The position that The Book of Mormon is an independent corroboration of Jesus as a divine redeemer fails in that it perpetuates the very paganism introduced by the Council of Nicea.

However, there are other, illuminating modern sources. Seth, the nominal source for Jane Roberts, has commented on the historicity of Jesus. According to Seth, the modern concept of Jesus is actually a composite of three Jewish mystics of the time: one called Jesus, John the Baptist, and one other. Through distortions introduced by oral transmission of the buzz created by these radicals—stories feeding an audience hungry for the miraculous—ideas about these three coalesced over time into the single iconic image that survives today as “Jesus.” —An interesting proposition, though perhaps impossible to validate.

Another, excellent modern source of Jesus’ teachings is A Course in Miracles, published in 1976. Here the spiritual intelligence is so compelling that I stretch for comprehensive perspective. Because it appears to be a primary source, it may be free from corrupting influence. The Course teaches the essential non-dualism and ephemeral ego taught by the great mystics of all spiritual traditions. Not surprisingly, The Course contains hardly any of what would be recognized today as core Christian belief. To my mind, that is another indication of the failure of The New Testament and the tradition of the Christian church to bring us the essential Jesus.

Fitting to the historical Jesus, the Course employs a non-western, spiral rhetorical form and is occasionally even poetic. It offers an ingenious daily practice for the correction of misperception, which leads to direct experience, or “awakening.” The Course is, however, rather dense for most readers, including myself. (Many have gained access through Gary Renard’s, The Disappearance of the Universe.)

Jesus seems to have spoken to others in our time as well. I recognize that it is tempting to dismiss such accounts, but when they are corroborated by the great mystics, when they offer profound, transcendent spiritual intelligence that pierces the heart, they get my attention. In my opinion, the book Dialog on Awakening by Tom Carpenter is one such example.

I still do like to read “Jesus” in the New Testament. An extraordinary, enlightened spiritual intelligence does shine through. I value the New Testament, but cannot accept it at face value.
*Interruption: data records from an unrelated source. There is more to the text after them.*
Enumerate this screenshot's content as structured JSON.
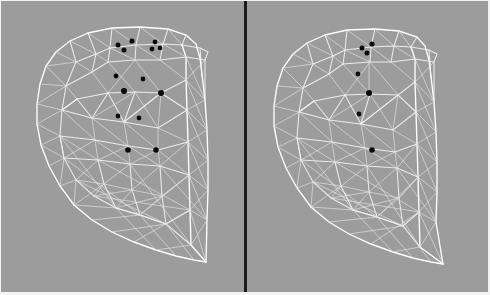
{
  "figure": {
    "type": "wireframe-mesh-pair",
    "width": 490,
    "height": 295,
    "background_color": "#9c9c9c",
    "edge_color": "#f2f2f2",
    "marker_color": "#0a0a0a",
    "divider_color": "#1b1b1f",
    "border_color": "#f4f4f4"
  },
  "layout": {
    "panel_count": 2,
    "divider": {
      "x": 244,
      "y": 0,
      "width": 3,
      "height": 295
    },
    "border": {
      "right": 2,
      "bottom": 3,
      "top": 1,
      "left": 1
    }
  },
  "panels": [
    {
      "id": "left-panel",
      "label": "Left mesh view",
      "origin": {
        "x": 0,
        "y": 0
      },
      "size": {
        "width": 244,
        "height": 295
      },
      "marker_count": 13,
      "markers": [
        {
          "x": 132,
          "y": 41,
          "r": 2.6
        },
        {
          "x": 118,
          "y": 45,
          "r": 2.5
        },
        {
          "x": 155,
          "y": 42,
          "r": 2.4
        },
        {
          "x": 124,
          "y": 50,
          "r": 2.5
        },
        {
          "x": 152,
          "y": 49,
          "r": 2.4
        },
        {
          "x": 160,
          "y": 48,
          "r": 2.3
        },
        {
          "x": 116,
          "y": 76,
          "r": 2.4
        },
        {
          "x": 143,
          "y": 79,
          "r": 2.4
        },
        {
          "x": 124,
          "y": 91,
          "r": 3.0
        },
        {
          "x": 161,
          "y": 93,
          "r": 3.0
        },
        {
          "x": 118,
          "y": 116,
          "r": 2.4
        },
        {
          "x": 139,
          "y": 118,
          "r": 2.4
        },
        {
          "x": 128,
          "y": 150,
          "r": 2.8
        },
        {
          "x": 156,
          "y": 150,
          "r": 2.8
        }
      ]
    },
    {
      "id": "right-panel",
      "label": "Right mesh view",
      "origin": {
        "x": 247,
        "y": 0
      },
      "size": {
        "width": 243,
        "height": 295
      },
      "marker_count": 7,
      "markers": [
        {
          "x": 372,
          "y": 44,
          "r": 2.6
        },
        {
          "x": 362,
          "y": 48,
          "r": 2.5
        },
        {
          "x": 367,
          "y": 53,
          "r": 2.5
        },
        {
          "x": 358,
          "y": 74,
          "r": 2.4
        },
        {
          "x": 369,
          "y": 93,
          "r": 3.0
        },
        {
          "x": 359,
          "y": 114,
          "r": 2.4
        },
        {
          "x": 372,
          "y": 150,
          "r": 2.8
        }
      ]
    }
  ],
  "annotations": {
    "description": "Two grayscale renderings of a triangulated 3D head/face surface mesh shown in near-identical viewpoints. White wireframe edges over a neutral gray background. Black dot landmarks are overlaid on the left model (dense cluster) and a reduced subset on the right model.",
    "left_caption": "",
    "right_caption": ""
  }
}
I approach it cautiously, and treat it more as mythic imagery. Like Thomas Jefferson, I highlight the best and cut the rest.

Despite the best of our intentions, getting the bottom truth of Jesus sorted out from The New Testament may well be an impossible aspiration.


1 James M. Robinson, A New Quest of the Historical Jesus. (Studies in Biblical Theology No, 25). SCM Press Ltd, London, 1959, p. 12-13.

2 Mythological precedent analogs to Jesus’ “virgin birth”:

1. Egyptian Horus was born to virgin Isis.

2. Greek demigod Perseus was born to mystical union of the god Jupiter and the virgin Danaë.

3. Greek demigod Attis was born to virgin Nana.

4. Roman god Mercury born to virgin Maia.

5. Roman figure Romulus born to virgin Rhea Sylvia.

A virgin birth of a hero is common in other mythologies as well: Buddha, Aztec god Huitzilopochtli, Genghis Khan, and Krishna.